A Cox rate-and-state model for monitoring seismic hazard in the Groningen gas field
Z. Baki, M. N. M. van Lieshout
TL;DR
The paper tackles induced seismicity in the Groningen gas field by replacing the deterministic pore-pressure input in the rate-and-state model with a stochastic driving mechanism and by incorporating gas production as a covariate, formalizing a log-Gaussian Cox process where earthquakes have intensity $\Lambda(s,t)$ driven by production and state dynamics. It derives first- and second-moment expressions for the state variable $\Gamma$ and uses delta-method approximations to obtain moments of the rate, facilitating unbiased estimating equations for parameter inference.
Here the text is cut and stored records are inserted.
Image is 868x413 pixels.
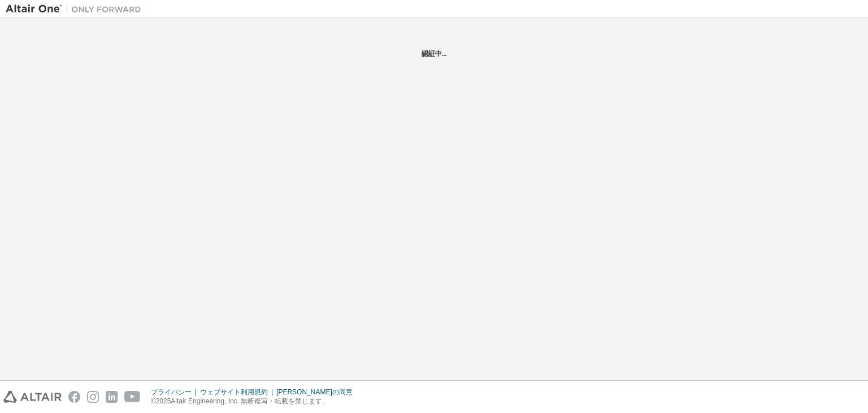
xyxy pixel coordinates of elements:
font: Altair Engineering, Inc. 無断複写・転載を禁じます。 [170,397,329,405]
img: facebook.svg [68,391,80,402]
img: instagram.svg [87,391,99,402]
img: linkedin.svg [105,391,118,402]
img: altair_logo.svg [3,391,62,402]
font: [PERSON_NAME]の同意 [277,388,352,396]
img: アルタイルワン [5,3,147,15]
font: 認証中... [422,50,447,57]
font: 2025 [156,397,171,405]
font: © [151,397,156,405]
font: ウェブサイト利用規約 [200,388,267,396]
font: プライバシー [151,388,192,396]
img: youtube.svg [125,391,141,402]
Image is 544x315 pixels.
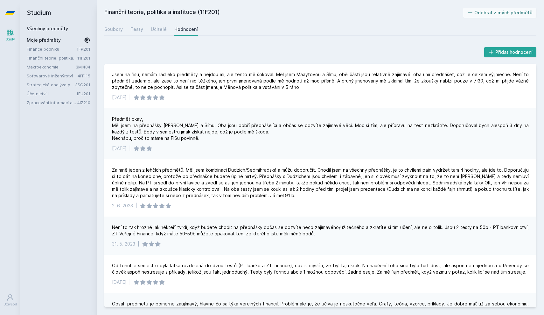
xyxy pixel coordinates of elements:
[76,64,90,69] a: 3MI404
[112,279,127,285] div: [DATE]
[112,71,529,90] div: Jsem na fisu, nemám rád eko předměty a nejdou mi, ale tento mě šokoval. Měl jsem Maaytovou a ŠÍmu...
[1,25,19,45] a: Study
[112,116,529,141] div: Předmět okay, Měl jsem na přednášky [PERSON_NAME] a Šímu. Oba jsou dobří přednášející a občas se ...
[75,82,90,87] a: 3SG201
[112,262,529,275] div: Od tohohle semestru byla látka rozdělená do dvou testů (PT banko a ZT finance), což si myslím, že...
[112,202,133,209] div: 2. 6. 2023
[27,46,77,52] a: Finance podniku
[27,64,76,70] a: Makroekonomie
[138,240,139,247] div: |
[77,100,90,105] a: 4IZ210
[76,91,90,96] a: 1FU201
[104,8,463,18] h2: Finanční teorie, politika a instituce (11F201)
[112,145,127,151] div: [DATE]
[112,240,135,247] div: 31. 5. 2023
[27,81,75,88] a: Strategická analýza pro informatiky a statistiky
[130,26,143,32] div: Testy
[463,8,537,18] button: Odebrat z mých předmětů
[27,55,77,61] a: Finanční teorie, politika a instituce
[112,224,529,237] div: Není to tak hrozné jak někteří tvrdí, když budete chodit na přednášky občas se dozvíte něco zajím...
[484,47,537,57] button: Přidat hodnocení
[151,26,167,32] div: Učitelé
[1,290,19,310] a: Uživatel
[27,90,76,97] a: Účetnictví I.
[27,99,77,106] a: Zpracování informací a znalostí
[27,73,78,79] a: Softwarové inženýrství
[112,94,127,101] div: [DATE]
[129,279,131,285] div: |
[77,55,90,60] a: 11F201
[27,37,61,43] span: Moje předměty
[77,46,90,52] a: 1FP201
[27,26,68,31] a: Všechny předměty
[104,26,123,32] div: Soubory
[3,302,17,306] div: Uživatel
[104,23,123,36] a: Soubory
[129,145,131,151] div: |
[151,23,167,36] a: Učitelé
[130,23,143,36] a: Testy
[174,23,198,36] a: Hodnocení
[136,202,137,209] div: |
[112,167,529,199] div: Za mně jeden z lehčích předmětů. Měl jsem kombinaci Dudzich/Sedmihradská a můžu doporučit. Chodil...
[78,73,90,78] a: 4IT115
[129,94,131,101] div: |
[174,26,198,32] div: Hodnocení
[6,37,15,42] div: Study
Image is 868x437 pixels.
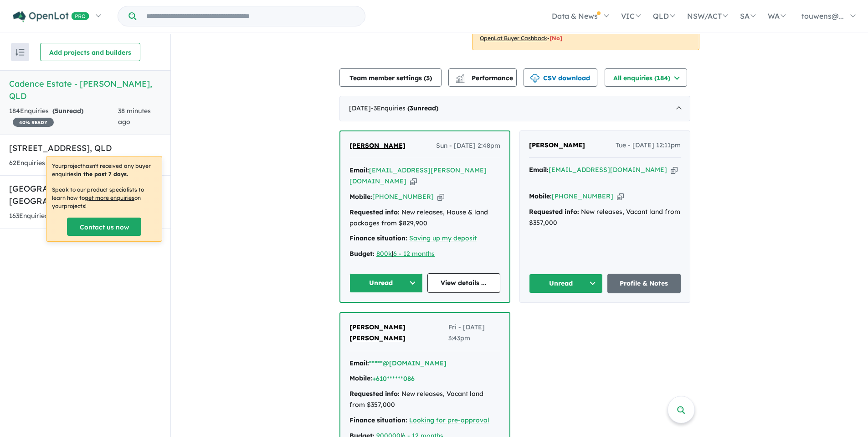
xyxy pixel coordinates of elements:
span: 38 minutes ago [118,107,151,126]
span: [PERSON_NAME] [PERSON_NAME] [350,323,406,342]
h5: Cadence Estate - [PERSON_NAME] , QLD [9,77,161,103]
span: Tue - [DATE] 12:11pm [616,140,681,151]
span: 5 [55,107,58,115]
p: Your project hasn't received any buyer enquiries [52,162,157,178]
img: download icon [531,74,540,83]
button: CSV download [523,68,597,86]
strong: Email: [350,359,370,367]
strong: Requested info: [350,389,399,397]
button: Unread [350,273,423,292]
img: sort.svg [15,49,24,56]
button: Unread [529,273,603,293]
a: [EMAIL_ADDRESS][DOMAIN_NAME] [549,165,667,174]
strong: ( unread) [407,104,439,112]
strong: Mobile: [350,374,372,382]
span: 3 [410,104,414,112]
span: Sun - [DATE] 2:48pm [436,140,500,151]
button: Team member settings (3) [340,68,442,86]
input: Try estate name, suburb, builder or developer [139,6,363,26]
button: Copy [410,176,417,186]
div: New releases, Vacant land from $357,000 [350,388,500,410]
h5: [STREET_ADDRESS] , QLD [9,142,161,154]
div: 184 Enquir ies [9,106,118,128]
a: Contact us now [67,218,141,236]
button: Add projects and builders [40,43,140,61]
div: 62 Enquir ies [9,157,124,169]
a: View details ... [427,273,501,292]
div: 163 Enquir ies [9,210,93,221]
span: [PERSON_NAME] [529,141,586,149]
a: [PERSON_NAME] [PERSON_NAME] [350,322,449,343]
p: Speak to our product specialists to learn how to on your projects ! [52,185,157,210]
img: Openlot PRO Logo White [13,11,89,22]
img: line-chart.svg [456,74,464,79]
h5: [GEOGRAPHIC_DATA] - [GEOGRAPHIC_DATA] , QLD [9,183,161,207]
a: [PERSON_NAME] [350,140,406,151]
span: Fri - [DATE] 3:43pm [449,322,500,343]
span: touwens@... [801,12,845,21]
span: 3 [426,74,430,82]
button: Copy [671,165,678,174]
strong: Finance situation: [350,415,407,424]
a: [PERSON_NAME] [529,140,586,151]
a: [PHONE_NUMBER] [372,192,434,201]
span: Performance [457,74,514,82]
strong: Requested info: [350,208,399,216]
strong: Budget: [350,249,375,257]
span: - 3 Enquir ies [371,104,439,112]
button: All enquiries (184) [605,68,687,86]
a: Saving up my deposit [409,234,477,242]
strong: Email: [350,165,370,174]
a: Profile & Notes [608,273,682,293]
u: OpenLot Buyer Cashback [480,35,548,41]
a: [PHONE_NUMBER] [552,192,613,200]
img: bar-chart.svg [456,76,465,83]
a: [EMAIL_ADDRESS][PERSON_NAME][DOMAIN_NAME] [350,165,487,185]
button: Copy [438,192,444,201]
span: [No] [550,35,562,41]
strong: Finance situation: [350,234,407,242]
strong: Mobile: [350,192,372,201]
div: | [350,248,500,259]
a: 6 - 12 months [393,249,434,257]
span: 40 % READY [13,118,54,127]
div: New releases, Vacant land from $357,000 [529,207,681,228]
span: [PERSON_NAME] [350,141,406,149]
button: Copy [617,192,624,201]
strong: Email: [529,165,549,174]
button: Performance [449,68,517,86]
div: New releases, House & land packages from $829,900 [350,207,500,228]
strong: ( unread) [52,107,84,115]
b: in the past 7 days. [76,171,128,177]
div: [DATE] [340,95,691,121]
a: Looking for pre-approval [409,415,489,424]
strong: Requested info: [529,208,579,216]
strong: Mobile: [529,192,552,200]
a: 800k [377,249,392,257]
u: get more enquiries [85,194,135,201]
Parameter estimation relies on a data-driven unbiased estimating-equation approach with Monte Carlo estimates of the intractable intensity, and posterior monitoring is performed via parallel MALA across a spatial grid, applied to Groningen data. The approach yields interpretable hazard maps with quantified uncertainty, highlights production-driven increases in seismic hazard, and provides a flexible framework that can be extended with additional covariates or reservoir-model comparisons for improved risk assessment in practice.
Abstract
To monitor the seismic hazard in the Groningen gas field, we modify the rate-and-state model that relates changes in pore pressure to induced seismic hazard by allowing for noise in pore pressure measurements and by explicitly taking into account gas production volumes. We analyse the first and second-moment structure of the resulting Cox process, propose an unbiased estimating equation approach for the unknown model parameters and derive the posterior distribution of the driving random measure. We use a parallel Metropolis adjusted Langevin algorithm for sampling from the posterior and to monitor the hazard.